On closer acquaintance with them, however, it was discovered that they lived under the influence of a host of imaginary deities, claiming alike belief and corresponding practice. At his birth a Samoan was supposed to be taken under the care of some god, or aitu, as it was called.

It is plain we have in Europe stories of a similar complexion; and the Polynesian varua ino or aitu o le vao is clearly the near kinsman of the Transylvanian vampire. Here is a tale in which the kinship appears broadly marked. On the atoll of Penrhyn, then still partly savage, a certain chief was long the salutary terror of the natives.

I tell you the truth: I had made up my mind to see an aitu; and if the thing had looked like a pig or a woman, it wouldn’t have given me the same turn. The trouble was that it seemed kind of square, and the idea of a square thing that was alive and sang knocked me sick and silly. I must have stood quite a while; and I made pretty certain it was right out of the same tree that the singing came.

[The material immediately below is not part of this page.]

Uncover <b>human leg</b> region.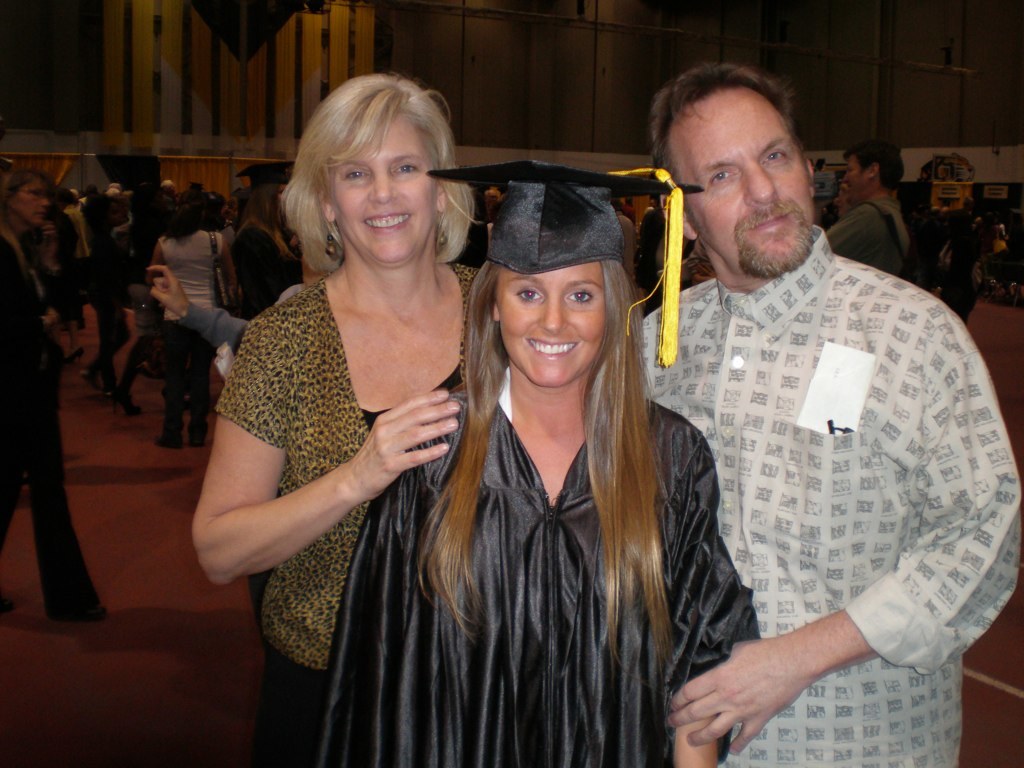
Uncovered: detection(16, 357, 109, 618).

Some said he had a church there, where he worshipped Tiapolo, and Tiapolo appeared to him; others swore that there was no sorcery at all, that he performed his miracles by the power of prayer, and the church was no church, but a prison, in which he had confined a dangerous aitu. Namu had been in the bush with him once, and returned glorifying God for these wonders.

The place of death was earnestly sought out; the sheet was spread upon the ground; and the women, moved with pious anxiety, sat about and watched it. If any living thing alighted it was twice brushed away; upon the third coming it was known to be the spirit of the dead, was folded in, carried home and buried beside the body; and the aitu rested.

Aitu iti, or small gods, is another name, from the worship of the inferior household gods in that month. Called Faaafu, or withering, from the withering of the yam vine and other plants, which become coloured "like the shells." Taafanua is another name of the month, which means, roam or walk about the land, being the name of a god worshipped in that month.